3rd Workshop on Gaps and Imprecision in Natural Language Semantics [formerly HNM workshop] (GINLS)

Oct. 8, 2024 - Oct. 9, 2024

https://gaps-and-imprecision.netlify.app/

Where: Leibniz-Zentrum Allgemeine Sprachwissenschaft in Berlin (with option for online attendance)
When: October 8th-October 9th 2024

This workshop aims to bring together semanticists and psycholinguists interested in: 1) distinguishing or unifying different gap phenomena in natural language semantics (homogeneity, presuppositions, gaps induced by exhaustification, truth-value gaps in vague predication) and 2) distinguishing or unifying different classes of imprecise expressions, i.e. expressions whose semantic “strength” co-varies with the QUD or discourse goal, and investigating the relation between imprecision and other forms of context-dependent interpretation.

The first two editions of our workshop series approached these questions through the lens of homogeneity and non-maximality in plural predication (and were advertised under the acronym HNM for this reason). This third edition of the workshop series asks the more general questions below:

- Which, if any, gap phenomena in natural language (homogeneity, presuppositions, implicatures, vagueness gaps, etc) ought to receive a unified account?

- How should non-maximality and superficially similar phenomena such as numeral imprecision be modeled; in particular, should there be a unified approach to imprecision phenomena in general, regardless of whether or not they involve gaps?

We welcome theoretical and experimental perspectives on semantic gaps and imprecision within and across languages (including work on processing and acquisition). Specifically, relevant research questions include, but are not limited to the following:

- Which gap phenomena ought to be unified, which ought to be distinguished? In particular, how does homogeneity relate to presuppositions and implicatures?

- How can we derive differences and parallels between the projection patterns of different gap phenomena?

- Should we aim for a unified account of different imprecision phenomena (e.g. plural predication and numeral imprecision), and if so, how can we account for any differences in their pragmatics and embedding patterns?

- Several phenomena outside plural semantics (e.g. summative predication, conditionals, neg-raising modals) have been analyzed by analogy with plural homogeneity. To what extent is this analogy justified?

- Which instances of imprecision – in the sense of QUD-dependent variation between stronger and weaker truth conditions – do we find beyond the standard examples of plurals and numerals, and which of them should receive a unified semantic analysis?

- How can the recent debates on homogeneity and the formal semantics of imprecision phenomena (including outside the plural domain, e.g. imprecise numerals) inform each other?

- Cross-linguistic research supporting or challenging generalizations about homogeneity and other gap phenomena

- Imprecise expressions and truth-value gap phenomena cross-linguistically, particularly in understudied languages

- Homogeneity, imprecision and other truth-value gap phenomena in acquisition

- Psycholinguistic research comparing the judgments and/or processing signature of the various gap phenomena

Submission instructions:

- We invite submissions for two talk categories: full talks (40 minutes) and squibs (20 minutes). If you want your abstract to only be considered for one format, you can indicate this in the submission form.

- The main text of the abstract should be at most 3 pages (Times New Roman, 12pt, 2.5cm margin).

- References, figures and glossed examples may be added on additional pages exceeding the 3-page limit.

- Abstracts must be anonymized and submitted in PDF format.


YOUR ASSIGNMENT ▸ After finding the line with "what elements are present" in the data below, set down exactly each line through the one with "What elements are in", inclusive, and stop there.

■ ■ ■ ■ ■ ■ ■

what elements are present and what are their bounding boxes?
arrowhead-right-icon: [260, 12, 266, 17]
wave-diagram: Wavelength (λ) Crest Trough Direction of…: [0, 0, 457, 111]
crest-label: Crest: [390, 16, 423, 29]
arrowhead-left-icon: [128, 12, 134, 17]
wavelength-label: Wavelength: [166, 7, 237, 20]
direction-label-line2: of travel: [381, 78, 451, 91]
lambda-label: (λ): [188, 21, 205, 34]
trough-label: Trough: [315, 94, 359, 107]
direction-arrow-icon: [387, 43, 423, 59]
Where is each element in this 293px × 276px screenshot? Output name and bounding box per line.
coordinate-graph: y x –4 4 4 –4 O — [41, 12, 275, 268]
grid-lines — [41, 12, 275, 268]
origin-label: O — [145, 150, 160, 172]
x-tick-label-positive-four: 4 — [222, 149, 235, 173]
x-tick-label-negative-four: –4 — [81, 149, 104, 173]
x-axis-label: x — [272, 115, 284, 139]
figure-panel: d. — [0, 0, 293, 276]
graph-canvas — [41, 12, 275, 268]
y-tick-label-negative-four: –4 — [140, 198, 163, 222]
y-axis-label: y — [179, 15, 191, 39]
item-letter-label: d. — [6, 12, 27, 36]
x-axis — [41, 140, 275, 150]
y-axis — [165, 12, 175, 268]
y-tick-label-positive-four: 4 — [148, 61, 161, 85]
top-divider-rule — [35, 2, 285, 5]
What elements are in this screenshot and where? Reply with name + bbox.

■ ■ ■ ■ ■ ■ ■

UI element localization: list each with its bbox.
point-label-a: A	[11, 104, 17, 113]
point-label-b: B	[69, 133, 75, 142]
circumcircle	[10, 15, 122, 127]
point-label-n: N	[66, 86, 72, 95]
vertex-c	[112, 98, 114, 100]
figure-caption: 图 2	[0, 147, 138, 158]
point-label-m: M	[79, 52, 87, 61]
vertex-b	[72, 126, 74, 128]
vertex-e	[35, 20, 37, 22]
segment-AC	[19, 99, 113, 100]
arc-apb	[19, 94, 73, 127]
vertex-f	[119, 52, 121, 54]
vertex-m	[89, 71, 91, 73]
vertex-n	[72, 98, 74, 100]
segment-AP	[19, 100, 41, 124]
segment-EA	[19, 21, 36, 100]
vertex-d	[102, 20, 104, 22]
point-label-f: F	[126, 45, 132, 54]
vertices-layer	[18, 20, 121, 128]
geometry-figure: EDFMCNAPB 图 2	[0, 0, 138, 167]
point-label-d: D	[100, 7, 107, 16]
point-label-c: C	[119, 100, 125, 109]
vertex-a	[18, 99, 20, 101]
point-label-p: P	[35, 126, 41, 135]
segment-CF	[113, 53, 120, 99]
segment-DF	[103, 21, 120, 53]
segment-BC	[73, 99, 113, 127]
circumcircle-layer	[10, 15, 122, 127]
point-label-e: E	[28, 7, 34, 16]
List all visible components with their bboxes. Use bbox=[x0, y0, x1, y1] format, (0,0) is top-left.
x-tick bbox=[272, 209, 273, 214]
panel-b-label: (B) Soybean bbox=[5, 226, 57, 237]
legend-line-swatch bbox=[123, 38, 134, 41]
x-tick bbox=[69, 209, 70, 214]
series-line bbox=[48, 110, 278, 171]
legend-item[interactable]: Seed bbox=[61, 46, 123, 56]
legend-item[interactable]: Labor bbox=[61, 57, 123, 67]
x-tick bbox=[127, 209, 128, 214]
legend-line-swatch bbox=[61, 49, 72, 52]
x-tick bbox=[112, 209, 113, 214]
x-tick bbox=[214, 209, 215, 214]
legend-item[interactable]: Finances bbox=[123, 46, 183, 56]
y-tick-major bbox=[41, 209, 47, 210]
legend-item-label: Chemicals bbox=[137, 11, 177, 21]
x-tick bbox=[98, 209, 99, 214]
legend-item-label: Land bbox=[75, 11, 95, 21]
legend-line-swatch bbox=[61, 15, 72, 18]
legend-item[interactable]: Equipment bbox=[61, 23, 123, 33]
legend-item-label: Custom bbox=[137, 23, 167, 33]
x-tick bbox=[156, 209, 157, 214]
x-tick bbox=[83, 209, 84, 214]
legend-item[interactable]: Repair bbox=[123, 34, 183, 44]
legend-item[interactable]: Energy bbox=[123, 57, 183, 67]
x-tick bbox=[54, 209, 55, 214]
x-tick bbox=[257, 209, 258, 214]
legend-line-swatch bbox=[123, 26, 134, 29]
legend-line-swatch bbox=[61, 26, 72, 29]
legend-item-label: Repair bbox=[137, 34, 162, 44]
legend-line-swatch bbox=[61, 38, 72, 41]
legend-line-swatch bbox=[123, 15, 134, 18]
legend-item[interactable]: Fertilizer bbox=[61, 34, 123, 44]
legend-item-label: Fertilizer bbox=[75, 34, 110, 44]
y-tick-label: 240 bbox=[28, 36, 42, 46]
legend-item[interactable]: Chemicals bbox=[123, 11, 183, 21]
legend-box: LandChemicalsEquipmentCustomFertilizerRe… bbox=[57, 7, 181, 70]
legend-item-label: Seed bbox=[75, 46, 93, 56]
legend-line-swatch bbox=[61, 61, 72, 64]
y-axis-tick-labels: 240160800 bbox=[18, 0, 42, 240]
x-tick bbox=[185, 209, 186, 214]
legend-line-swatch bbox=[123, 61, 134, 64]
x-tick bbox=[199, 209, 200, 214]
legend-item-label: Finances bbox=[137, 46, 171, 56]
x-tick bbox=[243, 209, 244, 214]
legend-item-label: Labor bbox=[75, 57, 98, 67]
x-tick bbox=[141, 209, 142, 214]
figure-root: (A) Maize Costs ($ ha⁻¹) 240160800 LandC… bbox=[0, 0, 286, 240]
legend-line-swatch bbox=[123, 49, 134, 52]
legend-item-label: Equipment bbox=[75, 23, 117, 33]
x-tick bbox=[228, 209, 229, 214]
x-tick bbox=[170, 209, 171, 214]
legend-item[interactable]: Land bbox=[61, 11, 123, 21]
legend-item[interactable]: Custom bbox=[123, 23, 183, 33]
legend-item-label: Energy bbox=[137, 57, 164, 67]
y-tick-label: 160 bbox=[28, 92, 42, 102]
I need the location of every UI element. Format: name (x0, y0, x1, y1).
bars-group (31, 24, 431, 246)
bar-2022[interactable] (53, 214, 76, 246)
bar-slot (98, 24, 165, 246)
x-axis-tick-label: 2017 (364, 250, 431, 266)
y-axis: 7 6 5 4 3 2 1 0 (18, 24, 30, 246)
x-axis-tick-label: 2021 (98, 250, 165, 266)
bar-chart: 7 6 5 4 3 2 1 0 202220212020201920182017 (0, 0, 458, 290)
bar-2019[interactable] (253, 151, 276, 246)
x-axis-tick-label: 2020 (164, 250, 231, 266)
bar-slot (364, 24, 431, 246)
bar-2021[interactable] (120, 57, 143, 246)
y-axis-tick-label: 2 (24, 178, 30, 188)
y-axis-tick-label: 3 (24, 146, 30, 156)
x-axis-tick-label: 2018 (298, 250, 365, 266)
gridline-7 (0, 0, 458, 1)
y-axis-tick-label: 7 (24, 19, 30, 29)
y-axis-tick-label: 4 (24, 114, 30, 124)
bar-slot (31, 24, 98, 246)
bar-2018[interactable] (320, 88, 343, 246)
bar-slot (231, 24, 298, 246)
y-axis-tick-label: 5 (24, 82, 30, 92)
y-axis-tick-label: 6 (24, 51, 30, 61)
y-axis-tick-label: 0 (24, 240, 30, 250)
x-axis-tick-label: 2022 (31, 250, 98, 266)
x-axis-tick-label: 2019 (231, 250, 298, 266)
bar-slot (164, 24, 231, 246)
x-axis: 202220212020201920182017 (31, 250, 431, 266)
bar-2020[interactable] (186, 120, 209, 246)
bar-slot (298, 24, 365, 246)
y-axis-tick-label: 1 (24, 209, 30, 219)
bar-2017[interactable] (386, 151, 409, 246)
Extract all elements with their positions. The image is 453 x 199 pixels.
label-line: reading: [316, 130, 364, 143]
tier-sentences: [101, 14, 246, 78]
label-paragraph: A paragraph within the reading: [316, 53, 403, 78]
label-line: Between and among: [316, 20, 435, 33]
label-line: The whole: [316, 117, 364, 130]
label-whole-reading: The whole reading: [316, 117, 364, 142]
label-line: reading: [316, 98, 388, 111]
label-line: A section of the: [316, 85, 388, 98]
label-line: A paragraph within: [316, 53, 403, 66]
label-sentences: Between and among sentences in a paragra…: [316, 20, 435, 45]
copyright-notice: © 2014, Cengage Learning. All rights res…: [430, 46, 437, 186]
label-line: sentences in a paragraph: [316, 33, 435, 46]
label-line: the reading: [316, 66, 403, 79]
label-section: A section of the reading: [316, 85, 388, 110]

■ ■ ■ ■ ■ ■ ■

EXPECTED OUTPUT ▸
what elements are present and what are their bounding boxes?
arrowhead-right-icon: [260, 12, 266, 17]
wave-diagram: Wavelength (λ) Crest Trough Direction of…: [0, 0, 457, 111]
crest-label: Crest: [390, 16, 423, 29]
arrowhead-left-icon: [128, 12, 134, 17]
wavelength-label: Wavelength: [166, 7, 237, 20]
direction-label-line2: of travel: [381, 78, 451, 91]
lambda-label: (λ): [188, 21, 205, 34]
trough-label: Trough: [315, 94, 359, 107]
direction-arrow-icon: [387, 43, 423, 59]
Where is each element in this 293px × 276px screenshot? Output name and bounding box per line.
coordinate-graph: y x –4 4 4 –4 O — [41, 12, 275, 268]
grid-lines — [41, 12, 275, 268]
origin-label: O — [145, 150, 160, 172]
x-tick-label-positive-four: 4 — [222, 149, 235, 173]
x-tick-label-negative-four: –4 — [81, 149, 104, 173]
x-axis-label: x — [272, 115, 284, 139]
figure-panel: d. — [0, 0, 293, 276]
graph-canvas — [41, 12, 275, 268]
y-tick-label-negative-four: –4 — [140, 198, 163, 222]
y-axis-label: y — [179, 15, 191, 39]
item-letter-label: d. — [6, 12, 27, 36]
x-axis — [41, 140, 275, 150]
y-axis — [165, 12, 175, 268]
y-tick-label-positive-four: 4 — [148, 61, 161, 85]
top-divider-rule — [35, 2, 285, 5]
What elements are in this screenshot and where? Reply with name + bbox.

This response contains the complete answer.